◆ **Problem requirements**
Each line of the data below that carries the word "mbar" needs to be copied.
-- Entries provided follows --
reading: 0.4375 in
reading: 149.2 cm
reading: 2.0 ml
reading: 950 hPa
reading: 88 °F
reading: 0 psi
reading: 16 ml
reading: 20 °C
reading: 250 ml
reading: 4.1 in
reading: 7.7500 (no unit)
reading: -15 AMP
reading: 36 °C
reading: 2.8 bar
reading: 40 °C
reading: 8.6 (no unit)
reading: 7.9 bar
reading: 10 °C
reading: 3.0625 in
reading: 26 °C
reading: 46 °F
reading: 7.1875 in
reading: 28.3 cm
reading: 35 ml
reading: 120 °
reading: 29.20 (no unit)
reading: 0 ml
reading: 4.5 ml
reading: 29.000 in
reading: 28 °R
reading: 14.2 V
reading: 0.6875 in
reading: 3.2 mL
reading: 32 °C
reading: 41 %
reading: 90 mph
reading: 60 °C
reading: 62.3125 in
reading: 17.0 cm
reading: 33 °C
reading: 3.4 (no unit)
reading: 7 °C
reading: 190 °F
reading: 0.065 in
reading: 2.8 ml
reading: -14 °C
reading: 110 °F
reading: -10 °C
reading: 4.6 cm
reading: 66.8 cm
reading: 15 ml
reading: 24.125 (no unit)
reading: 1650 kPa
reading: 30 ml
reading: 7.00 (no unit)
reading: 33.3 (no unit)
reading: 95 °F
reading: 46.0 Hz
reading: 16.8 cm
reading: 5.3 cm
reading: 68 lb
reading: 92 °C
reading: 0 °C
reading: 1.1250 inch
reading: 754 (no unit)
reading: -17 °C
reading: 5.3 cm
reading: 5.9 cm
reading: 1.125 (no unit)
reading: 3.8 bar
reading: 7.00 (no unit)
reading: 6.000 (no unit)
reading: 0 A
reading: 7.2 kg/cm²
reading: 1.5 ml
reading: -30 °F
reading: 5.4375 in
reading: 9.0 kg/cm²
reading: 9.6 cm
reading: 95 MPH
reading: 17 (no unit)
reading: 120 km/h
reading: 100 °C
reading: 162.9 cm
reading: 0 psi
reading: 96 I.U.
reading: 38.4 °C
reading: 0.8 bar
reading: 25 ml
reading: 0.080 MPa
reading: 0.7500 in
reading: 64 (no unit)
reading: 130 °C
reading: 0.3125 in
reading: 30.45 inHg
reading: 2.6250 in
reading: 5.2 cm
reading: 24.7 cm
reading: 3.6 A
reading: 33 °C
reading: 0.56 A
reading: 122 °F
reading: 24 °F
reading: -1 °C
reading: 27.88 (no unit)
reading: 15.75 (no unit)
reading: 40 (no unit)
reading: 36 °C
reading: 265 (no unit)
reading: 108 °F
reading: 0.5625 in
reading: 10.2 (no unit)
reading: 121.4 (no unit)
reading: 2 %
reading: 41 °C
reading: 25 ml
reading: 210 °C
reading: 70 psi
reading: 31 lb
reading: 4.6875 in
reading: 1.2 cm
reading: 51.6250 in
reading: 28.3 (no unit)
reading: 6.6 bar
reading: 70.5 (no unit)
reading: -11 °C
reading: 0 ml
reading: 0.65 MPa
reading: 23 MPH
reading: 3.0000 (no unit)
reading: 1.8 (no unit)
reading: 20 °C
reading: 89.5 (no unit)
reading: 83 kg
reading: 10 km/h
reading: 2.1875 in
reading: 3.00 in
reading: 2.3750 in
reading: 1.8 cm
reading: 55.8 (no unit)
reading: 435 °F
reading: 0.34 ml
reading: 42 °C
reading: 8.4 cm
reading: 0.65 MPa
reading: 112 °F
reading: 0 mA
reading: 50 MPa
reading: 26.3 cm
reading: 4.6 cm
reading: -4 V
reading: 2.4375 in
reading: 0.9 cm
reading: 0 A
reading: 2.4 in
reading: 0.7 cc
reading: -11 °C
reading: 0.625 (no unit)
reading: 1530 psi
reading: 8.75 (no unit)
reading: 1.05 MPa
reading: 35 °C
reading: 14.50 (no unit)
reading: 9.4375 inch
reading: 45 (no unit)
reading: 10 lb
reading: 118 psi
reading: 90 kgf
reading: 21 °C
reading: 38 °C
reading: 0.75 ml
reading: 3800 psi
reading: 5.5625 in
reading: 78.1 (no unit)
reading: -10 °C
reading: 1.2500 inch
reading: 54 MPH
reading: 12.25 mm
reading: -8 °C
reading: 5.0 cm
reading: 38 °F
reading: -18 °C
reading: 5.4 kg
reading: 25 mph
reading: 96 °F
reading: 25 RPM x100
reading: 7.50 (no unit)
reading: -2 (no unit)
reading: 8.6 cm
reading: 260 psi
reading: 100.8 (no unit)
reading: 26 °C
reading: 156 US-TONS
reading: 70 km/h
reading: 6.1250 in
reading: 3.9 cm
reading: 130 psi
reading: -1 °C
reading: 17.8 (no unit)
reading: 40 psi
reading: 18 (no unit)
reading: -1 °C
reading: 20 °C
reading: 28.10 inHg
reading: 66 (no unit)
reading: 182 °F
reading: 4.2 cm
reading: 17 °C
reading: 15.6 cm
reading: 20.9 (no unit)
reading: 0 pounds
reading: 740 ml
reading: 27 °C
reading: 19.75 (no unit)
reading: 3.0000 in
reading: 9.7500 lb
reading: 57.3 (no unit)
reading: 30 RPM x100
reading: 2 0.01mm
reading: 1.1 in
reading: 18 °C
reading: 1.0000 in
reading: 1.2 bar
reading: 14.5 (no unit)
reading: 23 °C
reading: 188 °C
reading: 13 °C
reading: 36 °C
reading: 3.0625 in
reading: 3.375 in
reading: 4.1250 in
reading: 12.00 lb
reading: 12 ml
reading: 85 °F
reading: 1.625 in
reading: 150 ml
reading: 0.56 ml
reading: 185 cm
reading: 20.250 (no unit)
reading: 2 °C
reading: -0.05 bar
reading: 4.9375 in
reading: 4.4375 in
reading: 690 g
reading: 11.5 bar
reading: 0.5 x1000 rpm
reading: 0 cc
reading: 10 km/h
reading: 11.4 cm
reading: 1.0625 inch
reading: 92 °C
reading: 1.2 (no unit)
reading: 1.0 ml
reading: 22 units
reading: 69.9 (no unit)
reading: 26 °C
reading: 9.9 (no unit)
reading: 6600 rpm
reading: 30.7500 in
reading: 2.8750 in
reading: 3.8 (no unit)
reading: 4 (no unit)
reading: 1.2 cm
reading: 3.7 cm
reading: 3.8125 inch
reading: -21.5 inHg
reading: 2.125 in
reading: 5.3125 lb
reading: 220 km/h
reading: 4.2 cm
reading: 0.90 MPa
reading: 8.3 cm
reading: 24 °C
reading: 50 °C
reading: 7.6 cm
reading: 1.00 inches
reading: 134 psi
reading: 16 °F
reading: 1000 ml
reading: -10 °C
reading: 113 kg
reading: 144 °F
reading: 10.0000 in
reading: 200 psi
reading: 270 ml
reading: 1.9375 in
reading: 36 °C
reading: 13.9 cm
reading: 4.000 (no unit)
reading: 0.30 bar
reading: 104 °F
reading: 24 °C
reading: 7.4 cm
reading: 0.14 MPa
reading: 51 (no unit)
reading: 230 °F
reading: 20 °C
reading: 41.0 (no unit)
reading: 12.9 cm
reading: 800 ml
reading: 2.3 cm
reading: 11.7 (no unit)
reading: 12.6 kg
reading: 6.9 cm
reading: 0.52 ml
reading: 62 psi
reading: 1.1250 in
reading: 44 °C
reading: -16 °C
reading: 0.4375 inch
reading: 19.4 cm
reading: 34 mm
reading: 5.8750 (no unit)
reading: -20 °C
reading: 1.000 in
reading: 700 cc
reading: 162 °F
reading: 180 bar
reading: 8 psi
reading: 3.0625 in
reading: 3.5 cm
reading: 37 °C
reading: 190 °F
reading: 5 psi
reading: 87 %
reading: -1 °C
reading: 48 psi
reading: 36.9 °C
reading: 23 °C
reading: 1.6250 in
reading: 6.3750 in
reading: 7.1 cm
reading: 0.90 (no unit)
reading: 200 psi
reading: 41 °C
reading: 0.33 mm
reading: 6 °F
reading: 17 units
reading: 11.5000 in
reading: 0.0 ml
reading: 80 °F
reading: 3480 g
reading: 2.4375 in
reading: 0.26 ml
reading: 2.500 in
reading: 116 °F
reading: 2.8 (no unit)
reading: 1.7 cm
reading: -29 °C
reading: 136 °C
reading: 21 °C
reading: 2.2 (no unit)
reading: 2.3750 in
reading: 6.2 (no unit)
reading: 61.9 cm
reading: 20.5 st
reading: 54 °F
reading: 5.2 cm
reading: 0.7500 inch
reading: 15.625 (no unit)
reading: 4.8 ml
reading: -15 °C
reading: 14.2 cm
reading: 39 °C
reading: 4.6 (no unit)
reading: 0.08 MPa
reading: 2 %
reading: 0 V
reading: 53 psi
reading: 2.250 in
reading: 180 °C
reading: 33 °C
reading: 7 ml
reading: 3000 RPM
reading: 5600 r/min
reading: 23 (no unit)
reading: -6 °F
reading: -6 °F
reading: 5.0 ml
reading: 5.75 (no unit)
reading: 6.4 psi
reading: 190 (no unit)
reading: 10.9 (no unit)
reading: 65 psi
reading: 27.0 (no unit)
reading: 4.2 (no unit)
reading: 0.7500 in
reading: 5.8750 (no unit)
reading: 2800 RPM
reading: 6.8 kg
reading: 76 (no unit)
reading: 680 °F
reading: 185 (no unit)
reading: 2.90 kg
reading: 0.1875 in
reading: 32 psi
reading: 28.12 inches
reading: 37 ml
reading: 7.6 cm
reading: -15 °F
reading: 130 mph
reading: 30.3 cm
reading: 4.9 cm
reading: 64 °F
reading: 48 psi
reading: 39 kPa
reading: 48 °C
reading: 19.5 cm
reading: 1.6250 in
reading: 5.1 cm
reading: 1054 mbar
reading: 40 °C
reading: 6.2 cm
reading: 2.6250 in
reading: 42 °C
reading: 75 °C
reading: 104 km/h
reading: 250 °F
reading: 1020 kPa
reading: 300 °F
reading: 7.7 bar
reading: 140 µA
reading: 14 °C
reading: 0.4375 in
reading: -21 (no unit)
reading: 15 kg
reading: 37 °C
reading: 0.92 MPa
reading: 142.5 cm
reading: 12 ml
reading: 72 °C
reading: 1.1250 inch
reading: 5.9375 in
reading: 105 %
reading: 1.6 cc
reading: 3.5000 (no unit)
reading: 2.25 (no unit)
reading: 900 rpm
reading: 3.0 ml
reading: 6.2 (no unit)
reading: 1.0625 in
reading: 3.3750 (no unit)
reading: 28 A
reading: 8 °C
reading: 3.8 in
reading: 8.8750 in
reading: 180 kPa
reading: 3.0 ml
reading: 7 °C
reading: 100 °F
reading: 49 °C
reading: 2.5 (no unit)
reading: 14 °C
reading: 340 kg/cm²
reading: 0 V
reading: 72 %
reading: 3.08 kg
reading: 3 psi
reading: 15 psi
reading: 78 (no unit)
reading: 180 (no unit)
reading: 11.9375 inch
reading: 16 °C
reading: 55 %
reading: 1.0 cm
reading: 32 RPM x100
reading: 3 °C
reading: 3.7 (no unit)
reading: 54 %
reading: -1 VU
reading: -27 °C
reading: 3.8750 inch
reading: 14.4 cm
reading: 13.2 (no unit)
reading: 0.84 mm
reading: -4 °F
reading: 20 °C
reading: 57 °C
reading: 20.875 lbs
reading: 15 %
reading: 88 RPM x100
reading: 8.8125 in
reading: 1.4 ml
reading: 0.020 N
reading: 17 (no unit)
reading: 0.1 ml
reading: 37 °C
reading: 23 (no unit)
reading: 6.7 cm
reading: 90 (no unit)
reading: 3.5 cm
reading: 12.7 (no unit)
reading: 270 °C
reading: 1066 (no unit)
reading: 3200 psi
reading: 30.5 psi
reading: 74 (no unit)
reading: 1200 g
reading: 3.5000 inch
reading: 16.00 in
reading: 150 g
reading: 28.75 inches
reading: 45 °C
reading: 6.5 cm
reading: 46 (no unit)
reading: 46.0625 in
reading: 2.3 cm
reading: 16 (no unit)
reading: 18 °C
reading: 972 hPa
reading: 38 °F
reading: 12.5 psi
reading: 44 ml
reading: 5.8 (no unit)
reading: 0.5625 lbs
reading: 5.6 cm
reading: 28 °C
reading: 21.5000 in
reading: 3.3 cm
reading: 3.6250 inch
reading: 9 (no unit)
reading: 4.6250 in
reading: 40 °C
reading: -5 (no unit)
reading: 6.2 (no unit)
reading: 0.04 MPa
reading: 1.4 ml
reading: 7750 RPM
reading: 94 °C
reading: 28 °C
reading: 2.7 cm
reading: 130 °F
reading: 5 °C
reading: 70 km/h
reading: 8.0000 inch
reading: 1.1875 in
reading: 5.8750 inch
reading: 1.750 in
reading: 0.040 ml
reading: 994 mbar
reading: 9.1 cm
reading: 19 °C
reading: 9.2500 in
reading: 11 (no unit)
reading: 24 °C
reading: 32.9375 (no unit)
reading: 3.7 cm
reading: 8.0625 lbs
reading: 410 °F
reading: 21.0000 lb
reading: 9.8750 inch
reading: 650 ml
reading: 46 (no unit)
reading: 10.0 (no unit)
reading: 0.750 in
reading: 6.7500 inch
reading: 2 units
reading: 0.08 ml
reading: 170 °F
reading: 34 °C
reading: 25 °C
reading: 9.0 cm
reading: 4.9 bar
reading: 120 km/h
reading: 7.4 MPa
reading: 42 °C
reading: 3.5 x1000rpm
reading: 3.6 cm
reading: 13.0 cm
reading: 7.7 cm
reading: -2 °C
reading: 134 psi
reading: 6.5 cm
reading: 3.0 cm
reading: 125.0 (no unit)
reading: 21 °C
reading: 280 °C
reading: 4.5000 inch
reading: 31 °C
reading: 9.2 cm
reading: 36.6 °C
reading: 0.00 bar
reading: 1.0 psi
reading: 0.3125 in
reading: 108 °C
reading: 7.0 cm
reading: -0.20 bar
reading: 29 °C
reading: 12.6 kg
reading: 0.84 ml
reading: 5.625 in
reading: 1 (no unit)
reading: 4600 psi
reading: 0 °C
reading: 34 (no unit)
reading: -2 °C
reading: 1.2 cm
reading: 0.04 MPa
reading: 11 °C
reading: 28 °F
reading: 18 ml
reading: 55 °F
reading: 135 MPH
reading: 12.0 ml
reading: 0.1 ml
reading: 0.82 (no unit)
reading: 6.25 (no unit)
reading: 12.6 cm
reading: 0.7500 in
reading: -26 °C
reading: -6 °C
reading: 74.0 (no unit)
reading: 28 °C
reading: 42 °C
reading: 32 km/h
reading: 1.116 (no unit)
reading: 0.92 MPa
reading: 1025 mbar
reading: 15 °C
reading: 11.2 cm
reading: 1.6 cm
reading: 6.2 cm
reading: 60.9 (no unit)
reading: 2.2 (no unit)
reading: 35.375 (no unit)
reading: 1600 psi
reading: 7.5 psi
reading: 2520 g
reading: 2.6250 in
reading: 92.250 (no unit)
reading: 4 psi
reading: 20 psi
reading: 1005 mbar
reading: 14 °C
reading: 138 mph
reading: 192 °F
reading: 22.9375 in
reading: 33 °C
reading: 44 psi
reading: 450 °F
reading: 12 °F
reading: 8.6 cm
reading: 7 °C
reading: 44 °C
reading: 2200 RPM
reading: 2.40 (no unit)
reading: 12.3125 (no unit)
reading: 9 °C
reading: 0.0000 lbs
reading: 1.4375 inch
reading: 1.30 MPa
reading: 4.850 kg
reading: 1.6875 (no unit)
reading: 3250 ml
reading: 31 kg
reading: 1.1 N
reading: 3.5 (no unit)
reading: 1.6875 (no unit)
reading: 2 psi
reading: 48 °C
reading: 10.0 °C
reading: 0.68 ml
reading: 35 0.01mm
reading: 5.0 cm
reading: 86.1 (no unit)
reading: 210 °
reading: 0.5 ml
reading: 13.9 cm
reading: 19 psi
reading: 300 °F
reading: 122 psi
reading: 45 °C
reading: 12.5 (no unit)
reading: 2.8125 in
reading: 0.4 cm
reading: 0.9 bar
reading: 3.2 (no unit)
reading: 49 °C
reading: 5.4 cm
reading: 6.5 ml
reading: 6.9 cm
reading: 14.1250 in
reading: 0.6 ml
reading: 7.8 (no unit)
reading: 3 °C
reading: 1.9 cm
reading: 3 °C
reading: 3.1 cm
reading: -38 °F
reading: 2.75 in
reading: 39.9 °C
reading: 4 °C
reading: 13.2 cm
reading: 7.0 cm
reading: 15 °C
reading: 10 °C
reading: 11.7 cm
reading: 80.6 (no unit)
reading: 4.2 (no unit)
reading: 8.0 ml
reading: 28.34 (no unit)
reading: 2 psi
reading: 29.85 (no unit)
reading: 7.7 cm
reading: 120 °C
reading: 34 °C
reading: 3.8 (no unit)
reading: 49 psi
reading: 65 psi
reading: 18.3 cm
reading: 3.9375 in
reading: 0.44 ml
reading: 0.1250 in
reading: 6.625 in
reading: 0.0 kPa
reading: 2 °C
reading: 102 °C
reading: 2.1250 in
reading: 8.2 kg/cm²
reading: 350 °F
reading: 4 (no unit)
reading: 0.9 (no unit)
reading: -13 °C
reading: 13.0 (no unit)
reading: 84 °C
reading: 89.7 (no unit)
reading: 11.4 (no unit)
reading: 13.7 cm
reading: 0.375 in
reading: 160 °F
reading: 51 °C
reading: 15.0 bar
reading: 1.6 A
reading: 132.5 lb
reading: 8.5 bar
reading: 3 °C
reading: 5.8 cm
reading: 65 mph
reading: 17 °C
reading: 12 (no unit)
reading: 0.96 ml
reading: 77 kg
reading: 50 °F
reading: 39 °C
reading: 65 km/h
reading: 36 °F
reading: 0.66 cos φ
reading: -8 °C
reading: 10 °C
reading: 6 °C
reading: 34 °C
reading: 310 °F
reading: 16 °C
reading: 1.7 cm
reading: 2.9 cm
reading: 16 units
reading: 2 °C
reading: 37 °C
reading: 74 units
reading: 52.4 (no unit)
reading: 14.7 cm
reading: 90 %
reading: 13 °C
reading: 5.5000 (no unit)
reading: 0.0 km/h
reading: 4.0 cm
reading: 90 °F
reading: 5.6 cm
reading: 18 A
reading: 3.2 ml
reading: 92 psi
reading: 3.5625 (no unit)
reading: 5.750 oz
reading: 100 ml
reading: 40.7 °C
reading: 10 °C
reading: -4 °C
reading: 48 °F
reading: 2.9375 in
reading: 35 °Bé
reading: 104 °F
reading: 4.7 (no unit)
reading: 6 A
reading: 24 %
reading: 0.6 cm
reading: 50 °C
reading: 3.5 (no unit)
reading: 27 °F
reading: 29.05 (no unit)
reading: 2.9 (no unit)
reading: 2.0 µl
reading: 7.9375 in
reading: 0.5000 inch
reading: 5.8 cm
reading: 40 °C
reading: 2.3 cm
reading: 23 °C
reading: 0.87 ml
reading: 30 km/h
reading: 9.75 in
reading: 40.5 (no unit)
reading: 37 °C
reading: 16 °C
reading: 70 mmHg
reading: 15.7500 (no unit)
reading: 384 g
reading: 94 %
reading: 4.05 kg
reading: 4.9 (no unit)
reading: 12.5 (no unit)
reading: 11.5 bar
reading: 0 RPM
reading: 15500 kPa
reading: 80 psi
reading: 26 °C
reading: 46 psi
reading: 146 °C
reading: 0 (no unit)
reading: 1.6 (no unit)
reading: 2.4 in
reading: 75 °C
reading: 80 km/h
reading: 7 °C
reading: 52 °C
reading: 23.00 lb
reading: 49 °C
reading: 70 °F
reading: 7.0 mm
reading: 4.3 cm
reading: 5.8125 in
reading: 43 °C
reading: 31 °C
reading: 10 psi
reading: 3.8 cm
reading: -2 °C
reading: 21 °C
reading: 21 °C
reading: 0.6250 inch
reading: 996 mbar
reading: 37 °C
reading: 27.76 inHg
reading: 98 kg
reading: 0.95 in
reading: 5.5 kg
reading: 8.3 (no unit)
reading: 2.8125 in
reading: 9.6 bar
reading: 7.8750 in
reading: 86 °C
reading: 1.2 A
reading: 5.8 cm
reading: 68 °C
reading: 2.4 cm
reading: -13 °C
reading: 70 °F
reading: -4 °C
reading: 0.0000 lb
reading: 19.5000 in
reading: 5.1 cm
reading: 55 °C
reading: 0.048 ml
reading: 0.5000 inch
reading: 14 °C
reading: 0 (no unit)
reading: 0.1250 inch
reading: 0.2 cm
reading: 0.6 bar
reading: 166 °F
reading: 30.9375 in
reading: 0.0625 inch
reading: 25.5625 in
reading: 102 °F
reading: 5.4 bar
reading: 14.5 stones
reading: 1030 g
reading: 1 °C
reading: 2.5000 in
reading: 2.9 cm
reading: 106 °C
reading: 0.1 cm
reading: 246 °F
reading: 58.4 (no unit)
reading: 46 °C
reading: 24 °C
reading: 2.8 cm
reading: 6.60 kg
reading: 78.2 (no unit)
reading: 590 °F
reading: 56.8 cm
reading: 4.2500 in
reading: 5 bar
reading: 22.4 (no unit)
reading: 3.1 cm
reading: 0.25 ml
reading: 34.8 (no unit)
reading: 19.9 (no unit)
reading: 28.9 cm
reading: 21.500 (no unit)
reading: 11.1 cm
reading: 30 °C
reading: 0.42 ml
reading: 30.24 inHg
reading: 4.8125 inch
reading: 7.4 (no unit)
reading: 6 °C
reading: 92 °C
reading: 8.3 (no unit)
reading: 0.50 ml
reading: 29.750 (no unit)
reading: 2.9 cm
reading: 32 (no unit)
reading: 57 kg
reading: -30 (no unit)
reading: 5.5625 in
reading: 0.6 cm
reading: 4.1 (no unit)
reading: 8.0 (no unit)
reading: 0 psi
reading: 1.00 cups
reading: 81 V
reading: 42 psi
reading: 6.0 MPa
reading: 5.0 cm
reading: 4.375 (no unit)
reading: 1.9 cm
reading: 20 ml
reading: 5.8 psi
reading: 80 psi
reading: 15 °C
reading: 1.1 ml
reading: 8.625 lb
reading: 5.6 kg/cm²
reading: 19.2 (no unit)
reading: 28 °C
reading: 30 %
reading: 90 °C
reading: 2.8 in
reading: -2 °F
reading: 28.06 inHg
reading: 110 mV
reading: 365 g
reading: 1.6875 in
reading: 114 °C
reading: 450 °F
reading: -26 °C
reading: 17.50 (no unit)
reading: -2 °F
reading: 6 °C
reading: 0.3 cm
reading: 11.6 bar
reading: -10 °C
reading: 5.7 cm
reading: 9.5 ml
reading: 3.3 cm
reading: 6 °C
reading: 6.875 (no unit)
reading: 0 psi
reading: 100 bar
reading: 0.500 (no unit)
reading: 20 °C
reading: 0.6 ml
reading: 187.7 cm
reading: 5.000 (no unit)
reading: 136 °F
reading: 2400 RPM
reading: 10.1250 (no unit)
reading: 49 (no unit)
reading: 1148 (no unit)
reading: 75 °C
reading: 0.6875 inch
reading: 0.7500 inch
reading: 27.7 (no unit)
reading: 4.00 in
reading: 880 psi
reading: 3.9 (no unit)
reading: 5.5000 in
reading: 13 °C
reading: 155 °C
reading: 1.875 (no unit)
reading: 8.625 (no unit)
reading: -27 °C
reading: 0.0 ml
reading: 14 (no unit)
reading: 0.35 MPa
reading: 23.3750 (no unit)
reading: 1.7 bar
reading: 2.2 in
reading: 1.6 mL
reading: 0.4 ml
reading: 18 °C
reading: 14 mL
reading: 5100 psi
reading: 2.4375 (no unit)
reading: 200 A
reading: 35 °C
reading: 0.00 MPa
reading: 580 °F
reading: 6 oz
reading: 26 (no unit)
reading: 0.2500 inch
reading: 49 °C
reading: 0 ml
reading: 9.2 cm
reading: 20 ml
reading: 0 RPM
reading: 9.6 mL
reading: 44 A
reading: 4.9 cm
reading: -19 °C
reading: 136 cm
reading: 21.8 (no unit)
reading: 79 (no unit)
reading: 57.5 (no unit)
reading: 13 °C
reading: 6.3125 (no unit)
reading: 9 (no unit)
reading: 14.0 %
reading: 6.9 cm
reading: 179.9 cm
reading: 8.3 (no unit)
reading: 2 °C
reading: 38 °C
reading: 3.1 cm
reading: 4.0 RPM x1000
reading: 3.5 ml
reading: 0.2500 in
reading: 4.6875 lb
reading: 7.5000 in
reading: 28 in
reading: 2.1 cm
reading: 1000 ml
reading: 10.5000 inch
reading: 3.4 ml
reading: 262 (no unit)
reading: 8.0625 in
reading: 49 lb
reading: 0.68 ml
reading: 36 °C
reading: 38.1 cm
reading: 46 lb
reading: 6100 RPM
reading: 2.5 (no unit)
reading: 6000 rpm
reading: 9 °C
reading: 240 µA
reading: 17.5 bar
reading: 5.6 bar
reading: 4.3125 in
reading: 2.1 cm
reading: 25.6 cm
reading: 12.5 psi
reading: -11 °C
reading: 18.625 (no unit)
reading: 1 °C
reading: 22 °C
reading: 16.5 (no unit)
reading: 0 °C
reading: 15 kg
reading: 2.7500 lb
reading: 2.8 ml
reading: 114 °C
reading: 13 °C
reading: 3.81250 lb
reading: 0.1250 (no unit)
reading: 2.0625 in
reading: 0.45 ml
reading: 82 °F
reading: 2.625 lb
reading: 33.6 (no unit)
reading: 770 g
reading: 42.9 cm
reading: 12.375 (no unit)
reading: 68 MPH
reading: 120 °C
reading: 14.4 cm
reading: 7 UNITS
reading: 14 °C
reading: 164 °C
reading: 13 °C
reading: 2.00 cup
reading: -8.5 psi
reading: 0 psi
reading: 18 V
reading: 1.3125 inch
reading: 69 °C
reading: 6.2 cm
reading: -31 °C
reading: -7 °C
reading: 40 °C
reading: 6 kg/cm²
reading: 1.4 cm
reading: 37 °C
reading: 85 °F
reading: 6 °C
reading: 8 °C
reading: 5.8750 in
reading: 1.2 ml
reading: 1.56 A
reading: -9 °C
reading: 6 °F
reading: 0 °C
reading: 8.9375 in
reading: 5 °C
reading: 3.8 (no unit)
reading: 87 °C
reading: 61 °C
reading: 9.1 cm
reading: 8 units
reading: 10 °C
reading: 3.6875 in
-- Entries provided concluded --
◆ **Answer section**
reading: 1054 mbar
reading: 994 mbar
reading: 1025 mbar
reading: 1005 mbar
reading: 996 mbar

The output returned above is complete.